Kimley-Horn: Zone 1 (Preston Center) Traffic and Parking

Lie: Traffic surrounding Preston Center is the worst it’s ever been and it gets worse every year.

Truth 1:  Multiple studies have shown that traffic has been declining for about 15 years on both Preston Road and Northwest Highway. Traffic declined during the recession and has increased during recovery, but has not returned to pre-recession levels.

 Truth 2: Any increased development increases existing traffic.

The preferred scenario estimates a 44 percent increase in the number of trips generated (today’s 33,251 + 18,541 = 51,792 total trips).  While this number includes all modes of transportation (car, bus, walk) the ratios of the assumed increases are largely unchanged.

Trips-Generated-Existing-1
Ratios of transportation modes for trips generated today

No surprise here.  Everyone drives.  With light rail extremely unlikely, transit is unlikely to grow.  Similarly, with the surrounding area too expensive for workers to afford, walking is also stymied. Besides workers, local residents won’t be walking much more either.  So much for all the “walkability” chanting.

Trips-Generated-Preferred-1
The “best” scenario doesn’t significantly change how people move

In the preferred scenario, the ratio of trips by automobile drops from 91.7 percent to 89.4 percent … a 2.3 percent shift.  So while overall trips increase 44 percent, just 2.3 percent less will be by car.   Whoo-hoo, break out the bubbly.

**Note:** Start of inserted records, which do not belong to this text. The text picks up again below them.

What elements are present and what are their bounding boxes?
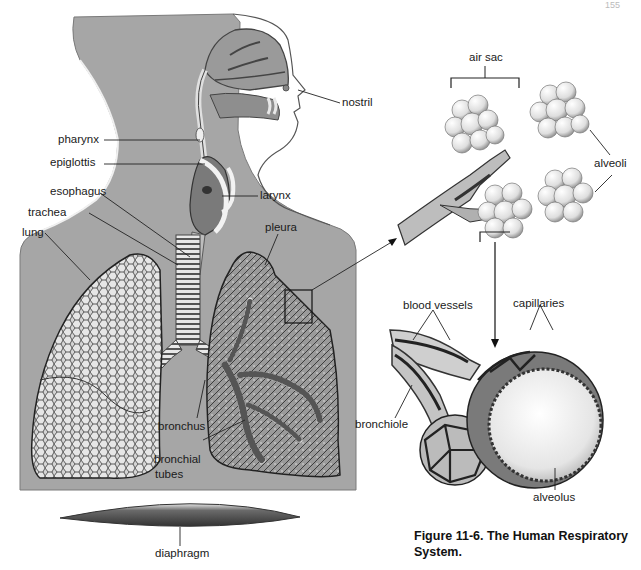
trachea [176,235,200,345]
respiratory-system-figure: 155 [0,0,641,570]
label-nostril: nostril [342,97,373,109]
diagram-artwork [0,0,641,570]
label-alveolus: alveolus [533,492,575,504]
label-alveoli: alveoli [594,158,627,170]
caption-line-1: Figure 11-6. The Human Respiratory [414,528,634,544]
label-blood-vessels: blood vessels [403,300,473,312]
label-pharynx: pharynx [58,134,99,146]
label-bronchiole: bronchiole [355,419,408,431]
label-bronchial-tubes-2: tubes [155,469,183,481]
label-capillaries: capillaries [513,298,564,310]
label-bronchial-tubes-1: bronchial [154,454,201,466]
label-trachea: trachea [28,207,66,219]
diaphragm [60,504,300,527]
caption-line-2: System. [414,544,634,560]
label-diaphragm: diaphragm [155,548,209,560]
arrow-head-1 [388,238,397,246]
label-epiglottis: epiglottis [50,157,95,169]
figure-caption: Figure 11-6. The Human Respiratory Syste… [414,528,634,561]
label-air-sac: air sac [469,52,503,64]
label-lung: lung [22,227,44,239]
label-esophagus: esophagus [50,186,106,198]
label-bronchus: bronchus [158,421,205,433]
label-pleura: pleura [265,222,297,234]
alveolus-detail [390,305,603,490]
label-larynx: larynx [260,190,291,202]
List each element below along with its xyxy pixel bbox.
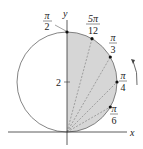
angle-num-5pi-12: 5π: [88, 13, 99, 24]
angle-den-pi-2: 2: [45, 21, 50, 32]
y-axis-label: y: [62, 8, 68, 19]
angle-num-pi-4: π: [120, 70, 126, 81]
y-tick-label: 2: [56, 77, 61, 88]
angle-den-5pi-12: 12: [88, 25, 98, 36]
x-axis-label: x: [129, 127, 135, 138]
rotation-arrow: [133, 61, 137, 85]
angle-den-pi-6: 6: [112, 115, 117, 126]
angle-num-pi-6: π: [111, 103, 117, 114]
angle-num-pi-3: π: [110, 32, 116, 43]
shaded-region: [67, 32, 117, 132]
angle-den-pi-4: 4: [121, 82, 126, 93]
angle-num-pi-2: π: [44, 10, 50, 21]
arrow-head-icon: [131, 59, 135, 64]
pi-over-2-leader: [55, 25, 66, 31]
angle-den-pi-3: 3: [111, 44, 116, 55]
polar-diagram: x y 2 π 2 5π 12 π 3 π 4 π 6: [0, 0, 143, 149]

Parking-wise, in the short-term, pretty much no new parking beyond that required by new construction.  Any new structure being built includes its own parking. Tentatively, a new central garage is a “long-term” goal (which most of the Task Force rightly protested).

My Analysis

The bottom line is that a more vibrant Preston Center guarantees more traffic. It’s simply, mathematically unavoidable. But I repeat again, this is a years/decades-long process of growth.  Residents are not going to wake up tomorrow to 18,000 additional SUVs trying to feed their kids at California Pizza Kitchen. This is another glaring reason why a staged implementation plan would have been less of a shock.

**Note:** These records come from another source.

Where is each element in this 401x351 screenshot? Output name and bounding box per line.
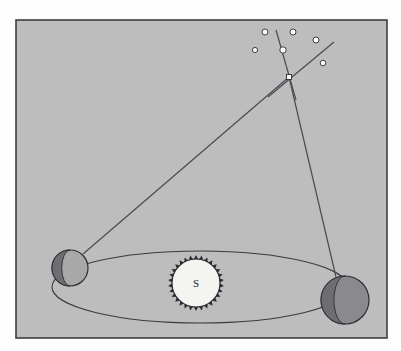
background-star-on-line <box>280 47 286 53</box>
background-star-4 <box>313 37 319 43</box>
earth-position-left <box>52 250 88 286</box>
background-star-1 <box>262 29 268 35</box>
stellar-parallax-diagram: S <box>0 0 401 351</box>
background-star-3 <box>252 47 257 52</box>
background-star-2 <box>290 29 296 35</box>
target-star <box>287 75 292 80</box>
diagram-canvas: S <box>0 0 401 351</box>
sun-label: S <box>193 277 199 289</box>
earth-position-right <box>321 276 369 324</box>
background-star-5 <box>320 60 326 66</box>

I can also foresee that the ultimate growth in traffic is potentially less than imagined here.  If area traffic has been declining for 15 years, it’s safe to say it’s likely a longer-term trend.  Therefore, growth of Preston Center may have a gentler rise in traffic growth over time if the overall systemic declines remain.

Also, it’s worth noting that while one of the guiding principles of the Task Force was traffic management, growth makes reduction impossible in raw numbers (which should be obvious).  But what it hasn’t done is to weave in any quantifiable data from TXDoT and the City of Dallas on methods that would make traffic flow more efficient.  For 16 months, that work has still not been done … and residents should be mad as hell about that.

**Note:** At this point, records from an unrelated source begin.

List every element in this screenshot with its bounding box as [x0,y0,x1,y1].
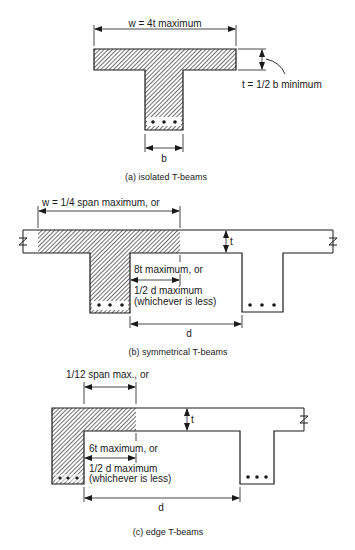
caption-a: (a) isolated T-beams [125,172,207,182]
overhang-label: 8t maximum, or [134,264,204,275]
rebar-icon [246,475,268,479]
overhang-label: 1/2 d maximum [134,285,202,296]
width-label: 1/12 span max., or [66,369,149,380]
t-beam-diagram: w = 4t maximum t = 1/2 b minimum b (a) i… [0,0,355,550]
figure-c: 1/12 span max., or t 6t maximum, or 1/2 … [52,369,308,537]
width-label: w = 4t maximum [127,18,201,29]
overhang-label: 6t maximum, or [89,443,159,454]
width-label: w = 1/4 span maximum, or [41,197,160,208]
caption-c: (c) edge T-beams [133,527,204,537]
spacing-label: d [158,502,164,513]
rebar-icon [248,303,276,307]
caption-b: (b) symmetrical T-beams [129,347,228,357]
thickness-label: t [230,236,233,247]
overhang-label: (whichever is less) [134,296,216,307]
spacing-label: d [186,328,192,339]
overhang-label: (whichever is less) [89,473,171,484]
figure-a: w = 4t maximum t = 1/2 b minimum b (a) i… [94,18,322,182]
thickness-label: t = 1/2 b minimum [242,79,322,90]
figure-b: w = 1/4 span maximum, or t 8t maximum, o… [19,197,337,357]
thickness-label: t [191,414,194,425]
web-width-label: b [161,153,167,164]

Another important criteria for success was to increase the walkability of the area.  An almost rounding-error increase of 1.2 percent in walking trips says it all.  Outside of residents in newly-built Preston Center apartments and condos, a revitalized Preston Center is still just as difficult to access by foot from every neighboring area except from the south where there are no 6-lane roadways to cross. Again, because after 16 months the research on that topic is so much spaghetti thrown against a wall.

In Part 2 will discuss Zone 4 and Kimley-Horn’s wish list.

Remember:  High-rises, HOAs and renovation are my beat. But I also appreciate modern and historical architecture balanced against the YIMBY movement.  If you’re interested in hosting a Candysdirt.com Staff Meeting event, I’m your guy. In 2016, my writing was recognized with Bronze and Silver awards from the National Association of Real Estate Editors.  Have a story to tell or a marriage proposal to make?  Shoot me an email [email protected].